Over and over again, Snowdon asserts the–perhaps well-meaning–ignorance of his adversaries. They are not bad people, he insists–bolstering his own image as a benevolent, less-emotionally invested observer. They are just overcome with the helplessness of the situation, have cast off any ability to think straight, and are thereby drawn in to irrational ways of looking at the situation, in the way that others might be comforted by religion.
It is the kind of assertion that anyone who has spent any time critiquing claims of vaccine safety, for example, is very familiar with. Articles pretending to understand "anti-vaxxers" are overflowing with this kind of assertion, usually embedded into the narrative as a given. The very premise of such pieces being something along the lines of "why do otherwise intelligent, well-meaning parents choose not to vaccinate their children when we all know it's the right thing to do?"
This kind of condescending presumption of the ignorance of one's opponents, as a linguistic tool for creating consensus, for convincing those who haven't looked into the arguments for themselves, that "everyone knows" those people are just wrong–has gone badly stale by January 2021.
And of course it never occurs to Snowdon that the very same assertion could be flung at those who unquestioningly seek and embrace the total state as a solution to what frightens them. There never has been, and there still is not, evidence that shutting down entire economies and making people prisoners inside their own homes can stop the spread of a respiratory virus. Neil Ferguson and his team at Imperial College were wrong by an order of magnitude in their estimation of the deadliness of SARS-Cov2, and not for the first time. If anyone has abandoned their faculties for reason, it is those who defend the unprecedented, irrational, and devastating lockdowns.

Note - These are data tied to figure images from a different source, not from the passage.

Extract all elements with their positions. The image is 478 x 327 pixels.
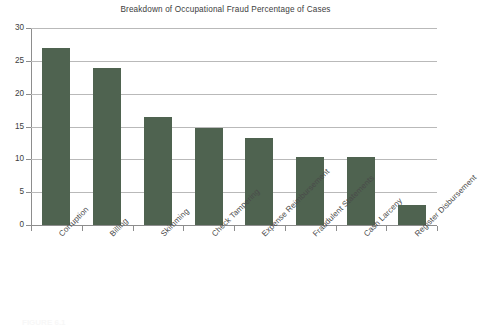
bar: [144, 117, 172, 225]
x-tick: [31, 226, 32, 231]
plot-area: [31, 28, 437, 225]
chart-title: Breakdown of Occupational Fraud Percenta…: [0, 5, 451, 14]
bar: [195, 128, 223, 225]
x-tick: [133, 226, 134, 231]
y-axis-tick-label: 20: [2, 90, 24, 98]
gridline-15: [31, 127, 437, 128]
x-tick: [183, 226, 184, 231]
figure-caption: FIGURE 6.1: [22, 318, 66, 327]
y-axis-tick-label: 25: [2, 57, 24, 65]
y-tick-5: [26, 192, 31, 193]
y-axis-tick-label: 30: [2, 24, 24, 32]
x-tick: [285, 226, 286, 231]
y-tick-10: [26, 159, 31, 160]
gridline-25: [31, 61, 437, 62]
bar: [42, 48, 70, 225]
bar: [245, 138, 273, 225]
x-tick: [82, 226, 83, 231]
y-axis-tick-label: 15: [2, 123, 24, 131]
x-tick: [386, 226, 387, 231]
gridline-20: [31, 94, 437, 95]
y-tick-25: [26, 61, 31, 62]
y-axis-tick-label: 10: [2, 155, 24, 163]
y-tick-30: [26, 28, 31, 29]
y-axis-labels: 051015202530: [0, 0, 24, 327]
gridline-5: [31, 192, 437, 193]
gridline-10: [31, 159, 437, 160]
y-axis-tick-label: 5: [2, 188, 24, 196]
x-tick: [437, 226, 438, 231]
x-tick: [336, 226, 337, 231]
x-tick: [234, 226, 235, 231]
bar: [93, 68, 121, 225]
y-axis-tick-label: 0: [2, 221, 24, 229]
gridline-30: [31, 28, 437, 29]
y-tick-20: [26, 94, 31, 95]
y-tick-15: [26, 127, 31, 128]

And yet, pieces like this one from Snowdon will continue to have influence and people will continue to believe that, because someone has asserted it in print, it must be true that the "anti-lockdowners" are just well-meaning ignoramuses. Why? Because we are overwhelmed with information; because it is the explicit strategy of those who have a great deal of influence over the media to "flood the zone" with a certain view; because nobody has the time to dig carefully into every assertion they read; and, tragically, because a great many people do not seem to understand that every assertion they read in print is not necessarily true. Because a great many people have come to substitute some form of authority for their own powers of reason.

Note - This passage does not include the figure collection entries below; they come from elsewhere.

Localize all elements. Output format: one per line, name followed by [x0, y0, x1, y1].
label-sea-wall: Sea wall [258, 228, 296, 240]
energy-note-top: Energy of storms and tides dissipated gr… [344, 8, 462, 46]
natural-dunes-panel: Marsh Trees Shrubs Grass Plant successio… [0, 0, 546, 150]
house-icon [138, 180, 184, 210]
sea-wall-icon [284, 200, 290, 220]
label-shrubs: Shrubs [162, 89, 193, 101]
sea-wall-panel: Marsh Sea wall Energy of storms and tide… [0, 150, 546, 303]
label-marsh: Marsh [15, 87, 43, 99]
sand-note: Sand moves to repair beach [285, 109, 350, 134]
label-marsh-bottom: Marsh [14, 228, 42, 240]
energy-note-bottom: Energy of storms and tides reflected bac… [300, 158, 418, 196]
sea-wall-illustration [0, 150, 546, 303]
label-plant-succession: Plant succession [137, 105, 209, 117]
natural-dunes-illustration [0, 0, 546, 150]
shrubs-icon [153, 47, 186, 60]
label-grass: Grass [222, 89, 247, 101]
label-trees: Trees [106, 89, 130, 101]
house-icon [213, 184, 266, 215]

And that is why propaganda works so well. Not only because so many people are not paying close attention to the actual facts of the debates on all of the issues of critical importance to their own lives (and how can they?) ...but because hardly any even realize that they need to. The number of people who believe themselves to be informed about what is going on in the world, simply because they read a newspaper or listen to the news on TV, is depressingly huge. And the number who recognize that we have to work a little harder if we are to be informed about even one issue is depressingly small.
And we have to keep working to inform each other anyway. It's more important than ever.